Mexico City – Maligned and Lovable

Mexico City – Maligned and Lovable

Much maligned as Mexico’s polluted and dangerous capital, Mexico City is safe and lovable based on our own personal experience as first-time visitors. We discover this megalopolis, a mixture of tradition and modernity, of 20.4 million hospital and friendly people called “chilangos” by themselves as one of the world’s greatest treasures – a fascinating capital, cosmopolitan and cultured, with the largest Spanish-speaking city in the world.

Modern day Mexico City is built over the ruins of Tenochtitlan, the capital and centre of the Aztec Empire founded in 1325 and destroyed by the Spanish conquistador Hernan Cortes in 1521. Because it is built on a lake, Mexico City is sinking at a rate of 6 to 8 inches a year.

The Zocalo at the historic centre of the city, a UNESCO World Heritage Site, is the ideal spot we began our exploratory sightseeing. The Zocalo, also called “Plaza de la Constitucion” where the country’s first constitution was proclaimed in 1833, is the main square of the city – the largest square in Latin America and the 3rd largest on the planet after Moscow’s Red Square and Beijing’s Tiananmen Square.

The “Palacio Nacional”, the seat of the federal executive in Mexico, is on the east side of the plaza. Inside the palace, you’ll see the murals of prominent Mexican muralist painter Diego Rivera that depict Mexican civilization. On the south side are city government offices; shops and extravagant hotels are on west side.

The “Cathedral Metropolitana”, on the north side of the square, officially the “Metropolitan Cathedral of the Assumption of the Most Blessed Virgin Mary into Heaven” is the oldest and the largest cathedral in all of Latin America. Built in sections over a period of two centuries from 1573 to 1813, the cathedral with two bell towers containing a total of 25 bells, has five naves and sixteen chapels with each chapel dedicated to a saint. Like most Mexican churches it contains many prized works of art including paintings, altarpieces and coloured statues.

Northeast of the plaza is the archaeological site of “Templo Mayor” (Great Temple), a pyramid from Aztec times still undergoing excavations and continuously unearthing artifacts and structures.

We continued our panoramic tour of the city through Reform Avenue, the most important and prestige Avenue of Mexico City, admiring the Fine Arts Museum (with its large theatre and concert hall), the Borda House and Iturbide Palace with their notable architectural features, and world-renowned “Angel of Independence” monument, the cherished symbol of Mexico City.

A must-see is the National Museum of Anthropology, the national museum of Mexico. its largest and most visited. Inside is a courtyard with a big pool and a vast square concrete umbrella (“el paragua”) supported by a single slender pillar. The museum contains one of the world’s largest collections of archaeological and anthropological artifacts from the country’s pre-historic Mayan civilization to the Spanish conquest including the famous “Stone of the Sun” (Aztec calendar stone).

We also visited the ancient ruins of “Tlatelolco” – the Plaza of Three Cultures that symbolizes Mexico’s unique cultural and historical heritage. The structure represents the three cultures: the ancient city of Tlatelolco, the Colonial Cathedral of Santiago dating back to 1524, and the Department of Foreign Affairs (Secretaria de Relaciones Exteriores) building in recognition of the three periods of Mexican history – pre-Columbian, Spanish colonial and the independent “mestizo” nation. On the southside of the plaza stands a large stone memorial to remember the hundreds of students killed on October 2, 1968 when Mexican soldiers equipped with tanks and machine guns fired into a crowd of 14,000 unarmed students staging a peaceful protest at the plaza against government lavish spending on the 1968 Summer Olympics being held in Mexico |City.

You can’t visit Mexico City and not go to “Teotihuacan”, the largest known pre-Columbian city in the Americas, our next full day stop.

TRIVIA: Actor Anthony Quinn, born in Chihuahua, Mexico, was the first Mexican to win an academy award in the 1952 movie”Viva Zapata”.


■ Problem details
Scan the material below for the string "Carvel", and copy every line where it shows up.

■ Extracted records
* * * * *

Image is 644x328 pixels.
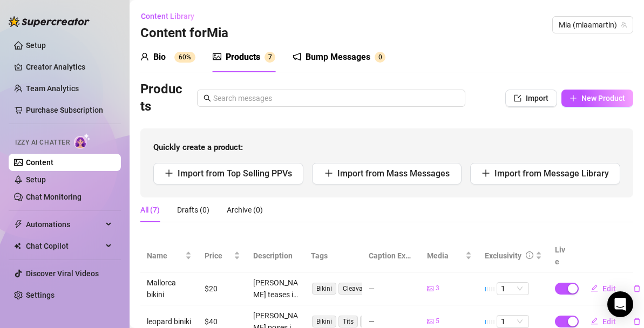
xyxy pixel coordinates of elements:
sup: 7 [264,52,276,63]
a: Chat Monitoring [26,193,82,202]
button: Import from Top Selling PPVs [153,163,303,185]
span: plus [325,169,334,178]
td: Mallorca bikini [141,272,199,306]
button: Content Library [141,8,203,25]
button: Import [505,90,557,107]
th: Name [141,240,199,272]
h3: Content for Mia [141,25,229,42]
span: Chat Copilot [26,237,102,255]
span: Cleavage [338,283,374,295]
sup: 0 [375,52,386,63]
span: import [514,95,522,102]
span: picture [427,318,434,325]
img: logo-BBDzfeDw.svg [9,16,90,27]
span: Import [526,94,549,102]
span: Import from Top Selling PPVs [178,168,292,179]
span: 3 [436,284,439,294]
th: Description [247,240,305,272]
span: search [203,95,211,102]
span: Bikini [312,316,337,328]
button: New Product [561,90,634,107]
span: Legs [361,316,382,328]
th: Media [421,240,478,272]
span: user [141,52,149,61]
span: notification [293,52,301,61]
span: picture [427,286,434,292]
div: Open Intercom Messenger [607,291,634,318]
div: Bump Messages [306,51,370,64]
button: Edit [582,280,625,298]
a: Discover Viral Videos [26,269,98,278]
a: Settings [26,291,55,299]
th: Live [549,240,576,272]
span: 1 [501,283,525,295]
span: plus [569,95,577,102]
span: info-circle [526,252,534,259]
span: picture [213,52,222,61]
span: Edit [603,284,616,293]
span: Bikini [312,283,337,295]
a: Setup [26,41,46,50]
button: Import from Mass Messages [312,163,462,185]
span: Tits [338,316,358,328]
span: plus [164,169,173,178]
a: Purchase Subscription [26,106,103,114]
div: — [368,283,414,295]
button: Import from Message Library [470,163,620,185]
span: Media [427,250,463,262]
div: — [368,316,414,328]
th: Tags [305,240,362,272]
strong: Quickly create a product: [153,143,243,152]
img: AI Chatter [74,133,91,149]
div: Drafts (0) [177,204,210,216]
input: Search messages [214,92,459,104]
span: Mia (miaamartin) [559,17,627,33]
div: Products [226,51,260,64]
div: [PERSON_NAME] teases in a skimpy brown bikini, showing off her toned body and flat stomach in sun... [253,277,298,301]
span: edit [591,284,598,292]
span: Price [205,250,232,262]
sup: 60% [175,52,195,63]
span: Name [147,250,183,262]
th: Caption Example [362,240,420,272]
a: Creator Analytics [26,58,112,75]
h3: Products [141,81,183,116]
span: plus [482,169,490,178]
th: Price [199,240,247,272]
a: Team Analytics [26,84,79,93]
img: Chat Copilot [14,242,21,250]
span: thunderbolt [14,220,23,229]
span: Content Library [141,12,195,21]
span: New Product [581,94,625,102]
span: edit [591,318,598,325]
div: All (7) [141,204,160,216]
span: delete [634,285,641,293]
span: team [621,21,627,28]
span: Edit [603,318,616,326]
td: $20 [199,272,247,306]
span: Izzy AI Chatter [15,137,70,148]
div: Archive (0) [227,204,263,216]
span: delete [634,318,641,326]
a: Content [26,158,53,167]
div: Bio [153,51,166,64]
span: Import from Mass Messages [337,168,449,179]
span: 1 [501,316,525,328]
a: Setup [26,176,46,184]
span: 5 [436,316,439,326]
div: Exclusivity [485,250,522,262]
span: Import from Message Library [495,168,609,179]
span: Automations [26,216,102,233]
span: 7 [268,53,272,61]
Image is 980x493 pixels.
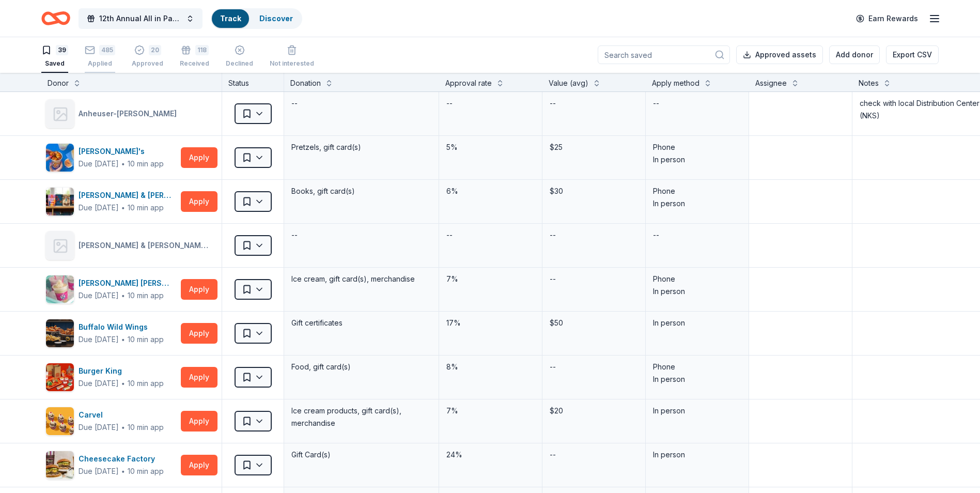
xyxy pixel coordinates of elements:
div: -- [290,228,299,242]
div: Phone [653,141,741,153]
img: Image for Auntie Anne's [46,144,74,171]
img: Image for Burger King [46,363,74,391]
div: Phone [653,185,741,197]
button: Image for Baskin Robbins[PERSON_NAME] [PERSON_NAME]Due [DATE]∙10 min app [45,275,177,304]
div: Ice cream products, gift card(s), merchandise [290,403,432,430]
div: 39 [55,45,68,55]
div: -- [445,228,453,242]
div: Status [222,73,284,92]
div: -- [549,96,557,110]
div: Not interested [270,60,314,68]
button: Image for Auntie Anne's [PERSON_NAME]'sDue [DATE]∙10 min app [45,143,177,172]
div: Carvel [79,409,164,421]
span: ∙ [121,379,125,388]
button: Image for Buffalo Wild WingsBuffalo Wild WingsDue [DATE]∙10 min app [45,318,177,348]
button: Image for Cheesecake FactoryCheesecake FactoryDue [DATE]∙10 min app [45,451,177,479]
button: Apply [181,279,218,300]
div: In person [653,448,741,461]
div: 10 min app [127,159,164,169]
div: Value (avg) [549,77,588,89]
div: 485 [99,45,115,55]
div: Burger King [79,365,164,377]
div: In person [653,316,741,329]
div: 10 min app [127,290,164,301]
div: 20 [149,45,161,55]
div: $20 [549,403,639,418]
img: Image for Baskin Robbins [46,275,74,303]
div: 5% [445,140,536,155]
div: Due [DATE] [79,201,118,214]
div: Due [DATE] [79,333,118,346]
div: -- [652,96,660,110]
div: -- [549,359,557,374]
div: $25 [549,140,639,155]
div: Applied [85,60,115,68]
div: [PERSON_NAME] [PERSON_NAME] [79,277,177,289]
img: Image for Carvel [46,407,74,435]
button: Not interested [270,41,314,73]
div: Books, gift card(s) [290,184,432,199]
div: Approval rate [445,77,492,89]
div: In person [653,285,741,297]
span: ∙ [121,335,125,344]
div: 8% [445,359,536,374]
div: Gift certificates [290,316,432,330]
div: Due [DATE] [79,421,118,433]
div: Anheuser-[PERSON_NAME] [79,108,181,120]
div: 17% [445,316,536,330]
div: Donor [47,77,68,89]
div: Cheesecake Factory [79,453,164,465]
div: Gift Card(s) [290,447,432,462]
button: Apply [181,147,218,168]
button: Apply [181,411,218,431]
div: Due [DATE] [79,289,118,302]
input: Search saved [598,45,730,64]
span: ∙ [121,291,125,300]
button: 485Applied [85,41,115,73]
button: 118Received [180,41,209,73]
div: 6% [445,184,536,199]
div: Food, gift card(s) [290,359,432,374]
img: Image for Barnes & Noble [46,188,74,216]
div: -- [549,228,557,242]
div: [PERSON_NAME] & [PERSON_NAME] [79,189,177,201]
button: Add donor [829,45,880,64]
button: 39Saved [41,41,68,73]
div: 10 min app [127,466,164,476]
div: Buffalo Wild Wings [79,320,164,333]
div: Phone [653,273,741,285]
div: 7% [445,403,536,418]
div: -- [652,228,660,242]
div: 10 min app [127,378,164,388]
button: Apply [181,191,218,212]
div: 10 min app [127,334,164,344]
button: Apply [181,455,218,475]
div: 7% [445,272,536,286]
button: Approved assets [736,45,823,64]
div: Apply method [652,77,699,89]
div: [PERSON_NAME]'s [79,145,164,157]
div: Approved [131,60,163,68]
img: Image for Cheesecake Factory [46,451,74,479]
div: In person [653,153,741,166]
span: ∙ [121,203,125,212]
div: Declined [226,60,253,68]
button: Apply [181,367,218,388]
button: Export CSV [886,45,939,64]
div: Due [DATE] [79,377,118,390]
span: ∙ [121,422,125,431]
a: Track [220,14,241,23]
div: $30 [549,184,639,199]
button: 20Approved [131,41,163,73]
button: Declined [226,41,253,73]
a: Earn Rewards [850,10,924,28]
div: In person [653,405,741,417]
div: Assignee [755,77,787,89]
span: ∙ [121,466,125,475]
button: Image for Barnes & Noble[PERSON_NAME] & [PERSON_NAME]Due [DATE]∙10 min app [45,187,177,216]
a: Home [41,6,71,31]
div: Received [180,60,209,68]
span: ∙ [121,159,125,168]
div: 118 [195,45,209,55]
div: -- [290,96,299,110]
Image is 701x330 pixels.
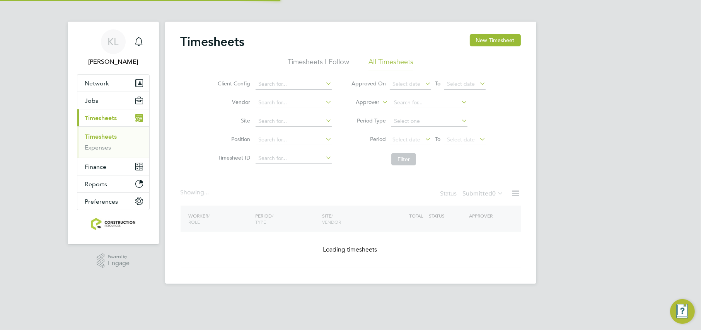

* * * * *

■ Solution to this exercise
div: Carvel [79,409,164,421]
img: Image for Carvel [46,407,74,435]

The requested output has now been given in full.